The New York Yankees cleared up five 40-man roster spots on Friday by non-tendering several bullpen arms they no longer believed in (one of whom was currently in active in Jake Cousins). On Monday, they added an arm for the first time since that wide-ranging shuffle, but thankfully did not commit a 40-man spot to the player in question.
Yerry Rodriguez, formerly of the Texas Rangers and dealt to the Toronto Blue Jays in the summer of 2024, is currently in the midst of Tommy John rehab, and intends to be back on the MLB mound this summer. The Yankees decided they wanted him in their lab whenever that date arrived; the righty, who underwent TJ while in camp with the Pittsburgh Pirates last year, just signed a two-year minor-league deal with the club.
There may be "no such thing as a bad minor-league deal," but there certainly is such a thing as a minor-league deal that gets you trolled online by Blue Jays fans. The Rodriguez deal currently qualifies as such.
Yankees, Yerry Rodriguez Agree To Minor League Deal https://t.co/DFBUtlSz0v pic.twitter.com/yT3cI1dtf8
— MLB Trade Rumors (@mlbtraderumors) November 24, 2025
Yankees sign reliever Yerry Rodriguez midway through Tommy John surgery rehab
Of course, the "Getting Trolled Online by People Who Hate You" quotient is rarely the defining metric of a deal's success.
Best-case scenario? The Yankees saw something correctable in Rodriguez's footage, and he finally reaches a ceiling he didn't know he had in their uniform. Worst-case? His rehab doesn't go swimmingly, Year 1 bleeds into Year 2, and we never see him again. If he somehow evolves into an arm who's trusted enough to get high-leverage work and finds himself in the baseball zeitgeist, that'll be a minor miracle.

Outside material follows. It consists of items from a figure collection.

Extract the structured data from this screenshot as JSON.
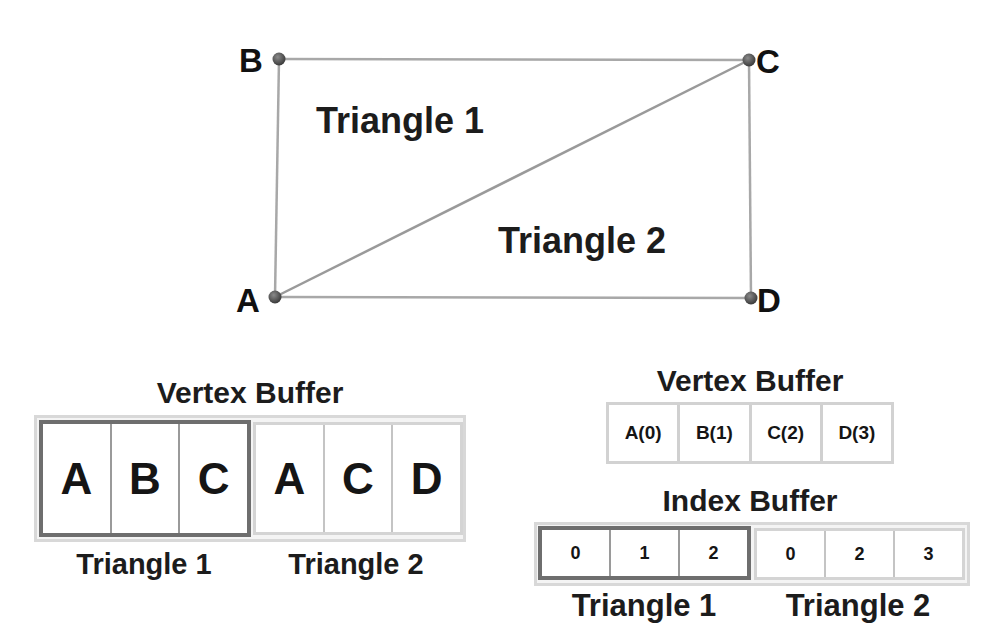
{
  "diagram": {
    "vertices": [
      {
        "name": "A",
        "x": 275,
        "y": 297
      },
      {
        "name": "B",
        "x": 279,
        "y": 59
      },
      {
        "name": "C",
        "x": 749,
        "y": 60
      },
      {
        "name": "D",
        "x": 751,
        "y": 298
      }
    ],
    "edges": [
      [
        "A",
        "B"
      ],
      [
        "B",
        "C"
      ],
      [
        "C",
        "D"
      ],
      [
        "D",
        "A"
      ],
      [
        "A",
        "C"
      ]
    ],
    "regions": [
      {
        "label": "Triangle 1"
      },
      {
        "label": "Triangle 2"
      }
    ],
    "colors": {
      "edge": "#a8a8a8",
      "vertex": "#4a4a4a",
      "highlight": "#6e6e6e",
      "cell_border": "#d0d0d0"
    }
  },
  "left_panel": {
    "title": "Vertex Buffer",
    "groups": [
      {
        "label": "Triangle 1",
        "cells": [
          "A",
          "B",
          "C"
        ],
        "highlighted": true
      },
      {
        "label": "Triangle 2",
        "cells": [
          "A",
          "C",
          "D"
        ],
        "highlighted": false
      }
    ]
  },
  "right_panel": {
    "vertex_buffer": {
      "title": "Vertex Buffer",
      "cells": [
        "A(0)",
        "B(1)",
        "C(2)",
        "D(3)"
      ]
    },
    "index_buffer": {
      "title": "Index Buffer",
      "groups": [
        {
          "label": "Triangle 1",
          "cells": [
            "0",
            "1",
            "2"
          ],
          "highlighted": true
        },
        {
          "label": "Triangle 2",
          "cells": [
            "0",
            "2",
            "3"
          ],
          "highlighted": false
        }
      ]
    }
  }
}
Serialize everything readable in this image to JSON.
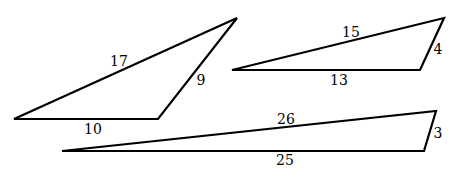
{
  "triangles": [
    {
      "id": "triangle-1",
      "vertices": [
        [
          14,
          119
        ],
        [
          158,
          119
        ],
        [
          237,
          18
        ]
      ],
      "sides": [
        {
          "label": "17",
          "x": 119,
          "y": 66
        },
        {
          "label": "9",
          "x": 201,
          "y": 85
        },
        {
          "label": "10",
          "x": 93,
          "y": 134
        }
      ]
    },
    {
      "id": "triangle-2",
      "vertices": [
        [
          232,
          70
        ],
        [
          420,
          70
        ],
        [
          444,
          18
        ]
      ],
      "sides": [
        {
          "label": "15",
          "x": 351,
          "y": 37
        },
        {
          "label": "4",
          "x": 438,
          "y": 54
        },
        {
          "label": "13",
          "x": 339,
          "y": 85
        }
      ]
    },
    {
      "id": "triangle-3",
      "vertices": [
        [
          62,
          151
        ],
        [
          424,
          151
        ],
        [
          436,
          111
        ]
      ],
      "sides": [
        {
          "label": "26",
          "x": 286,
          "y": 124
        },
        {
          "label": "3",
          "x": 438,
          "y": 138
        },
        {
          "label": "25",
          "x": 285,
          "y": 165
        }
      ]
    }
  ],
  "style": {
    "stroke": "#000000",
    "stroke_width": 2.2
  }
}
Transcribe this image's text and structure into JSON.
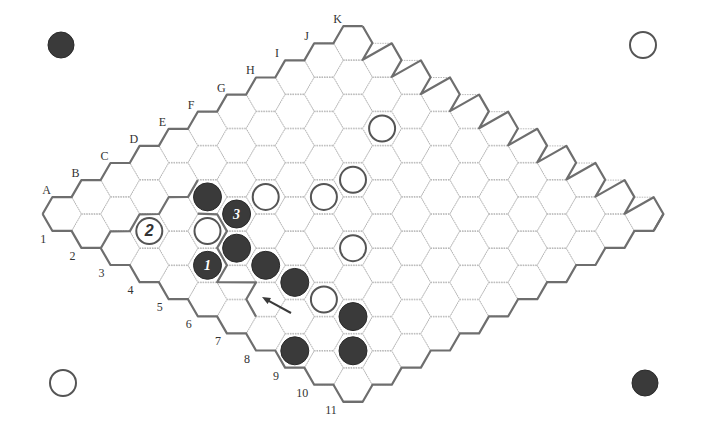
{
  "board": {
    "size": 11,
    "column_labels": [
      "A",
      "B",
      "C",
      "D",
      "E",
      "F",
      "G",
      "H",
      "I",
      "J",
      "K"
    ],
    "row_labels": [
      "1",
      "2",
      "3",
      "4",
      "5",
      "6",
      "7",
      "8",
      "9",
      "10",
      "11"
    ],
    "colors": {
      "black_stone": "#3a3a3a",
      "white_stone_outline": "#555555",
      "grid_line": "#b8b8b8",
      "border_line": "#6e6e6e"
    },
    "stones": [
      {
        "cell": "D3",
        "color": "black",
        "label": ""
      },
      {
        "cell": "D4",
        "color": "black",
        "label": "3"
      },
      {
        "cell": "C5",
        "color": "black",
        "label": ""
      },
      {
        "cell": "B5",
        "color": "black",
        "label": "1"
      },
      {
        "cell": "C6",
        "color": "black",
        "label": ""
      },
      {
        "cell": "C7",
        "color": "black",
        "label": ""
      },
      {
        "cell": "C9",
        "color": "black",
        "label": ""
      },
      {
        "cell": "A9",
        "color": "black",
        "label": ""
      },
      {
        "cell": "B10",
        "color": "black",
        "label": ""
      },
      {
        "cell": "B3",
        "color": "white",
        "label": "2"
      },
      {
        "cell": "C4",
        "color": "white",
        "label": ""
      },
      {
        "cell": "E4",
        "color": "white",
        "label": ""
      },
      {
        "cell": "F5",
        "color": "white",
        "label": ""
      },
      {
        "cell": "G5",
        "color": "white",
        "label": ""
      },
      {
        "cell": "E7",
        "color": "white",
        "label": ""
      },
      {
        "cell": "I4",
        "color": "white",
        "label": ""
      },
      {
        "cell": "C8",
        "color": "white",
        "label": ""
      }
    ],
    "corner_stones": [
      {
        "position": "top-left",
        "color": "black",
        "x": 61,
        "y": 45
      },
      {
        "position": "top-right",
        "color": "white",
        "x": 643,
        "y": 45
      },
      {
        "position": "bottom-left",
        "color": "white",
        "x": 63,
        "y": 383
      },
      {
        "position": "bottom-right",
        "color": "black",
        "x": 645,
        "y": 383
      }
    ],
    "arrow": {
      "from": [
        291,
        313
      ],
      "to": [
        262,
        297
      ],
      "points_at": "B7"
    }
  }
}
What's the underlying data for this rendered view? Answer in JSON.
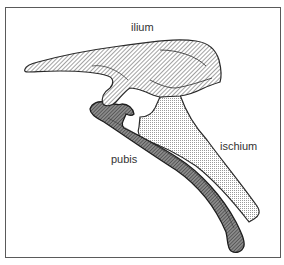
{
  "figure": {
    "labels": {
      "ilium": "ilium",
      "ischium": "ischium",
      "pubis": "pubis"
    },
    "colors": {
      "outline": "#2a2a2a",
      "frame": "#5a5a5a",
      "ilium_fill": "#a8a8a8",
      "ischium_fill": "#e4e4e4",
      "pubis_fill": "#6a6a6a"
    }
  }
}
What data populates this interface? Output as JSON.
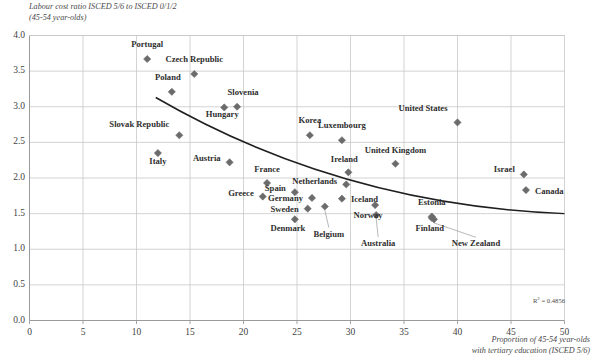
{
  "chart_data": {
    "type": "scatter",
    "title": "",
    "ylabel": "Labour cost ratio ISCED 5/6 to ISCED 0/1/2 (45-54 year-olds)",
    "ylabel_line1": "Labour cost ratio ISCED 5/6 to ISCED 0/1/2",
    "ylabel_line2": "(45-54 year-olds)",
    "xlabel": "Proportion of 45-54 year-olds with tertiary education (ISCED 5/6)",
    "xlabel_line1": "Proportion of 45-54 year-olds",
    "xlabel_line2": "with tertiary education (ISCED 5/6)",
    "xlim": [
      0,
      50
    ],
    "ylim": [
      0.0,
      4.0
    ],
    "xticks": [
      0,
      5,
      10,
      15,
      20,
      25,
      30,
      35,
      40,
      45,
      50
    ],
    "ytick_labels": [
      "0.0",
      "0.5",
      "1.0",
      "1.5",
      "2.0",
      "2.5",
      "3.0",
      "3.5",
      "4.0"
    ],
    "yticks": [
      0.0,
      0.5,
      1.0,
      1.5,
      2.0,
      2.5,
      3.0,
      3.5,
      4.0
    ],
    "grid": true,
    "legend": "none",
    "annotation_r2_prefix": "R",
    "annotation_r2_sup": "2",
    "annotation_r2_value": " = 0.4856",
    "annotation_r2": "R² = 0.4856",
    "marker_color": "#6b6b6b",
    "trendline_color": "#1f1f1f",
    "grid_color": "#c8c8c8",
    "axis_color": "#9a9a9a",
    "trendline": {
      "x_start": 11.8,
      "y_start": 3.13,
      "x_mid": 30.0,
      "y_mid": 1.97,
      "x_end": 50.0,
      "y_end": 1.5
    },
    "points": [
      {
        "name": "Portugal",
        "x": 11.0,
        "y": 3.67,
        "label_dx": 0,
        "label_dy": -13,
        "align": "center"
      },
      {
        "name": "Czech Republic",
        "x": 15.4,
        "y": 3.46,
        "label_dx": 0,
        "label_dy": -13,
        "align": "center"
      },
      {
        "name": "Poland",
        "x": 13.3,
        "y": 3.21,
        "label_dx": -4,
        "label_dy": -13,
        "align": "center"
      },
      {
        "name": "Slovenia",
        "x": 19.4,
        "y": 3.0,
        "label_dx": 6,
        "label_dy": -13,
        "align": "center"
      },
      {
        "name": "Hungary",
        "x": 18.2,
        "y": 2.99,
        "label_dx": -2,
        "label_dy": 9,
        "align": "center"
      },
      {
        "name": "Slovak Republic",
        "x": 14.0,
        "y": 2.6,
        "label_dx": -10,
        "label_dy": -9,
        "align": "right"
      },
      {
        "name": "Korea",
        "x": 26.2,
        "y": 2.6,
        "label_dx": 0,
        "label_dy": -13,
        "align": "center"
      },
      {
        "name": "Luxembourg",
        "x": 29.2,
        "y": 2.53,
        "label_dx": 0,
        "label_dy": -13,
        "align": "center"
      },
      {
        "name": "United States",
        "x": 40.0,
        "y": 2.78,
        "label_dx": -10,
        "label_dy": -12,
        "align": "right"
      },
      {
        "name": "Italy",
        "x": 12.0,
        "y": 2.35,
        "label_dx": 0,
        "label_dy": 10,
        "align": "center"
      },
      {
        "name": "Austria",
        "x": 18.7,
        "y": 2.22,
        "label_dx": -9,
        "label_dy": -2,
        "align": "right"
      },
      {
        "name": "United Kingdom",
        "x": 34.2,
        "y": 2.2,
        "label_dx": 0,
        "label_dy": -12,
        "align": "center"
      },
      {
        "name": "Israel",
        "x": 46.2,
        "y": 2.05,
        "label_dx": -9,
        "label_dy": -3,
        "align": "right"
      },
      {
        "name": "Ireland",
        "x": 29.8,
        "y": 2.08,
        "label_dx": -4,
        "label_dy": -11,
        "align": "center"
      },
      {
        "name": "France",
        "x": 22.2,
        "y": 1.93,
        "label_dx": 0,
        "label_dy": -12,
        "align": "center"
      },
      {
        "name": "Canada",
        "x": 46.4,
        "y": 1.83,
        "label_dx": 9,
        "label_dy": 3,
        "align": "left"
      },
      {
        "name": "Greece",
        "x": 21.8,
        "y": 1.74,
        "label_dx": -9,
        "label_dy": -2,
        "align": "right"
      },
      {
        "name": "Spain",
        "x": 24.8,
        "y": 1.8,
        "label_dx": -9,
        "label_dy": -2,
        "align": "right"
      },
      {
        "name": "Netherlands",
        "x": 29.6,
        "y": 1.91,
        "label_dx": -9,
        "label_dy": -1,
        "align": "right"
      },
      {
        "name": "Germany",
        "x": 26.4,
        "y": 1.72,
        "label_dx": -9,
        "label_dy": 2,
        "align": "right"
      },
      {
        "name": "Iceland",
        "x": 29.2,
        "y": 1.71,
        "label_dx": 9,
        "label_dy": 2,
        "align": "left"
      },
      {
        "name": "Sweden",
        "x": 26.0,
        "y": 1.57,
        "label_dx": -9,
        "label_dy": 2,
        "align": "right"
      },
      {
        "name": "Estonia",
        "x": 37.6,
        "y": 1.46,
        "label_dx": 0,
        "label_dy": -12,
        "align": "center"
      },
      {
        "name": "Denmark",
        "x": 24.8,
        "y": 1.42,
        "label_dx": -7,
        "label_dy": 11,
        "align": "center"
      },
      {
        "name": "Belgium",
        "x": 27.6,
        "y": 1.6,
        "label_dx": 4,
        "label_dy": 29,
        "align": "center",
        "leader": true
      },
      {
        "name": "Norway",
        "x": 32.3,
        "y": 1.62,
        "label_dx": -7,
        "label_dy": 12,
        "align": "center"
      },
      {
        "name": "Australia",
        "x": 32.4,
        "y": 1.48,
        "label_dx": 2,
        "label_dy": 30,
        "align": "center",
        "leader": true
      },
      {
        "name": "Finland",
        "x": 37.6,
        "y": 1.44,
        "label_dx": -2,
        "label_dy": 12,
        "align": "center"
      },
      {
        "name": "New Zealand",
        "x": 37.8,
        "y": 1.42,
        "label_dx": 42,
        "label_dy": 26,
        "align": "center",
        "leader": true
      }
    ]
  }
}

His profile is familiar: 97 MPH heater, primarily a fastball-slider pitcher, strong minor-league K rates (28.3% strikeout rate in four partial Triple-A seasons), terrible control, and general MLB numbers (12% Triple-A walk rate, 11% in the bigs, 8.17 ERA in his 36-inning major league career). In essence, he's a slightly more mature replacement for the erratic Michael Arias, non-tendered last week.
We won't see him until midseason in Scranton, but even still, that didn't prevent our neighbors to the north from getting some yuks out upon his arrival to the system. Never feels fantastic, though fixing him would.